The Republican elephant labeled “G.O.P.” sits on a stool with the U.S. Capitol and the White House within view. He is holding with his trunk a playing card with Theodore Roosevelt on it and has a tray of playing cards on his lap which show Roosevelt as the king and/or say “Roosevelt.” He is playing the card game “solitaire.”
comments and context
Comments and Context
The joy in the face of the Republican elephant in Pughe’s cartoon is, if anything, understated. In 1903 the fortunes of the Republican Party, and of President Roosevelt, were high. Peace, prosperity, and an engaging young president whose vitality mirrored the expanding nation, combined for an “era of good feeling” not experienced by the United States since the 1840s.
If the young president had any rivals for his party’s renomination in the year following this cartoon, that challenge was deftly eliminated two months prior. Senator Mark Hanna of Ohio harbored presidential ambitions; his protege was the late president, William McKinley. But Ohio’s other Republican senator, Joseph B. Foraker, was a bitter rival of Hanna.

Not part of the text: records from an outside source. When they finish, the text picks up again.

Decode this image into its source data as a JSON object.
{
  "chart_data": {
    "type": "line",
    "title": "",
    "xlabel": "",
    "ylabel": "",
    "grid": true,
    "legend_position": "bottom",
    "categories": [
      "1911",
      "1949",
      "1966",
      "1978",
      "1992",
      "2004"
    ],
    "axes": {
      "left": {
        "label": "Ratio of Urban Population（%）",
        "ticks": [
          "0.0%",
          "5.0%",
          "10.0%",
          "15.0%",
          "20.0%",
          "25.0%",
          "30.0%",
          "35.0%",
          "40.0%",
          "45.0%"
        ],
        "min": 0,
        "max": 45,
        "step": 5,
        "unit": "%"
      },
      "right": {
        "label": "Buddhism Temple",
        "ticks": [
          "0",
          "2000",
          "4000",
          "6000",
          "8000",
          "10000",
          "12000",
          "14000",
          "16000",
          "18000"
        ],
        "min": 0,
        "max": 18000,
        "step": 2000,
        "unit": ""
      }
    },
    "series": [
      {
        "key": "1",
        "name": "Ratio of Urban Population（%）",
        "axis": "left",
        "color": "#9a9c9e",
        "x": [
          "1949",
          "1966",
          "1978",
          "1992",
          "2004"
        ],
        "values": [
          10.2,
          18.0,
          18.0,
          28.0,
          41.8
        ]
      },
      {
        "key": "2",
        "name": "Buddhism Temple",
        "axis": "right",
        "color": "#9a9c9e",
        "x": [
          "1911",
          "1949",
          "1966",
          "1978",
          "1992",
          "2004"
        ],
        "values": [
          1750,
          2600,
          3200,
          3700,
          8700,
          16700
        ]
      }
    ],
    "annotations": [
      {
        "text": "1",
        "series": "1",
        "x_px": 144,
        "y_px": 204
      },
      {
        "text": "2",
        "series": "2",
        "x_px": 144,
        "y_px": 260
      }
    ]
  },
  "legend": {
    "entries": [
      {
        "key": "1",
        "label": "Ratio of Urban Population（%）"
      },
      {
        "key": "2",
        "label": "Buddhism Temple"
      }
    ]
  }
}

At the party’s routine convention in May 1903, Foraker introduced a surprise motion endorsing Roosevelt’s renomination a year earlier than dictated by precedence.
Hanna was in a bind: to vote in favor would damage his own plans; to oppose would be seen as disloyal. Wanting to abstain, he wired the president saying that he was sure Roosevelt “would understand.” The wily Roosevelt wired back publicly, calmly replying that whoever supported his administration would vote Yes; those who opposed would “naturally” vote No. Hanna was in a corner, his presidential ambitions trumped.
There were no other major rivals to President Roosevelt, and as fate would have it, Hanna died roughly six months subsequent to Pughe’s cartoon.